As of February 2023, though, we have established a designated planting location, for Teams for Nature’s members to support. These connected sites are situated north of Baluran National Park, along the coast in Eastern Java.



Community involvement


Our efforts is not just about paying for somebody to plant trees; it’s about supporting community-based restoration project: one that adheres to the highest levels of responsible reforestation practices, and incorporates local people at every level.


The projects hire local people to grow, plant, and guard to maturity the trees planted through funding from our community – on a massive scale. This methodology results in multiple positive socioeconomic and environment impacts through helping to provide reliable income to local Indonesian people.





Why Mangroves?


In January 2020, a joint letter from 11,000 scientists declared a climate emergency. In it, signatories had singled-out restoring mangroves as a major natural climate solution which “contribute[s] greatly to sequestration of atmospheric CO2”.

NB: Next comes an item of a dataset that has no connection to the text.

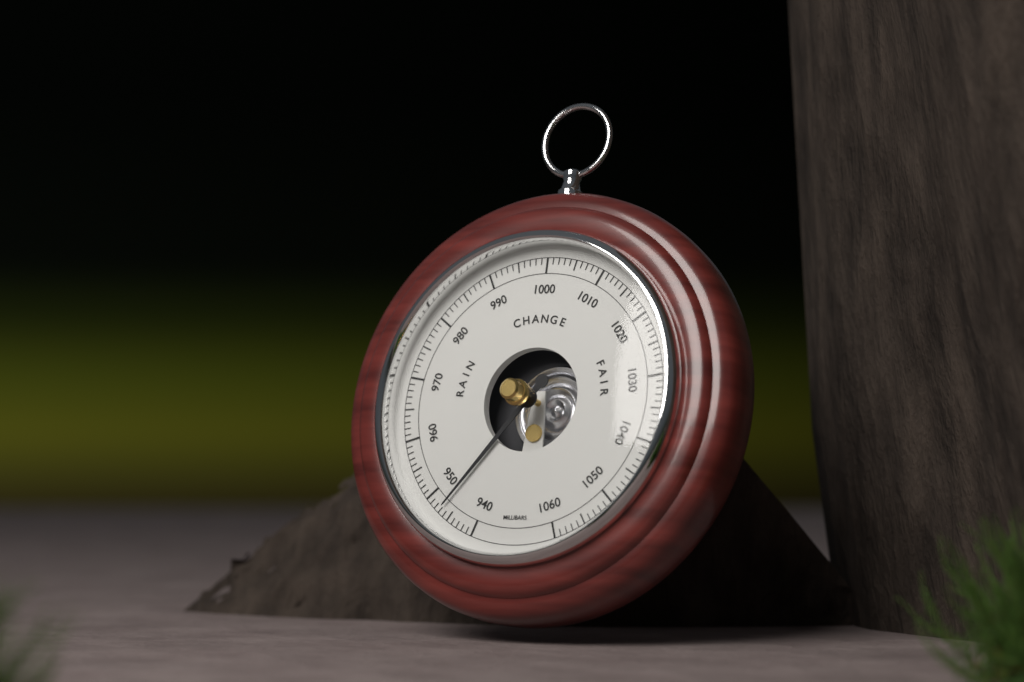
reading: 947 mbar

Mangrove forests can store four times as much carbon as a tropical rainforest, and they also provide crucial ecosystem services like safe habitats for tropical fish, the cycling of nutrients, and highly-effective coastal storm protection.

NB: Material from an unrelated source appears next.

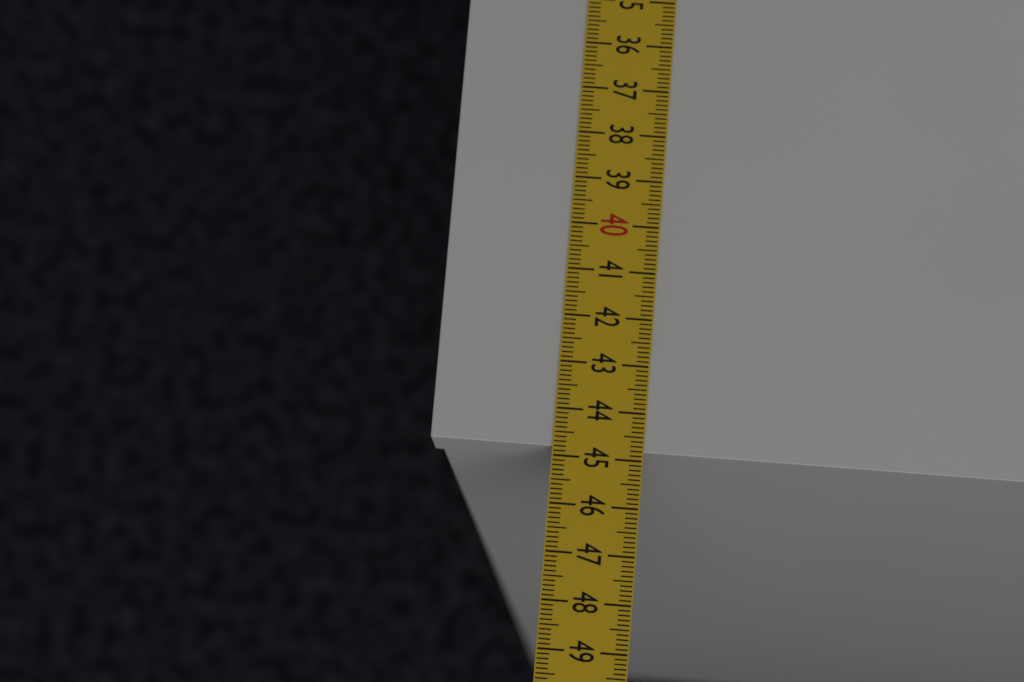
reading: 44.8 cm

We also know that coastal wetland restoration – including mangrove forest restoration – is a key climate solution as listed by Project Drawdown. They list coastal wetland restoration as one of the top 100 solutions which will enable us to reverse global warming.


Here’s what Drawdown have to say about this particular solution:


Along the fringes of coasts, where land and ocean meet, lie the world’s salt marshes, mangroves, and sea grasses. These coastal wetland ecosystems are found on every continent except Antarctica.

 

They provide nurseries for fish, feeding grounds for migratory birds, a first line of defence against storm surges and floodwaters, and natural filtration systems that boost water quality and recharge aquifers. Relative to their land area, they also sequester huge amounts of carbon in plants aboveground and in roots and soils below.

 

Coastal wetlands can store five times as much carbon as tropical forests over the long term, mostly in deep wetland soils. The soil of mangrove forests alone may hold the equivalent of more than two years of global emissions—22 billion tons of carbon, much of which would escape if these ecosystems were lost.


Stay tuned


Stay tuned for more updates from our Indonesian planting site.

If you haven’t joined our community yet, feel free to get in touch – and ensure your business is having a positive impact on the world.